The experiment was conducted on an Intel Pentium IV-based personal computer with 19" inch display. Software was custom tailored and specially written for the current experiment.

 

Subjects

 A total of 20 Ss from introductory psychology classes at Tel-Aviv University served in the experiment for course credit.

 

Materials

200 Nouns of 3-5 letters length from the Frost word frequency norms (Frost, 2001). Each subject was required to rate the subjective frequency of a word on 1 (Low Frequency) to 7 (High Frequency) Likert scale. The words had subjective frequency higher than 4, and words with more than one way of pronunciation upon reading were excluded.

 

Procedure

Each subject was asked to rate the nouns on a 1-7 pleasantness Likert scale, where 1 represented a highly unpleasant word, 4 – a neutral word, and 7 – a highly pleasant one.
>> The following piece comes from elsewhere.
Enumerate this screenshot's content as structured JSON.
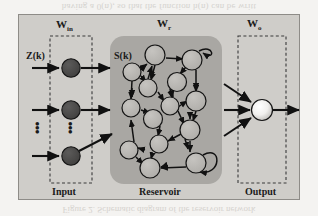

For each subject, the 200 words were displayed in a different pseudorandomized order.

Each word was displayed on the screen for 1.5s, and than the screen went blank and the pleasantness scale was displayed. Subject could take as much times as they liked to rate the words.
 The whole session lasted approximately 11 minutes.

 

Results

 

Follow this link to get the Affective Norms for Hebrew Words in Excel format.

 

The table is pretty self explanatory. The first column designates the words. The second column is the average pleasantness rated by participants. Words rated close to 1 can be described as negative, those close to 7 – as positive, and those around 4 are neutral ones.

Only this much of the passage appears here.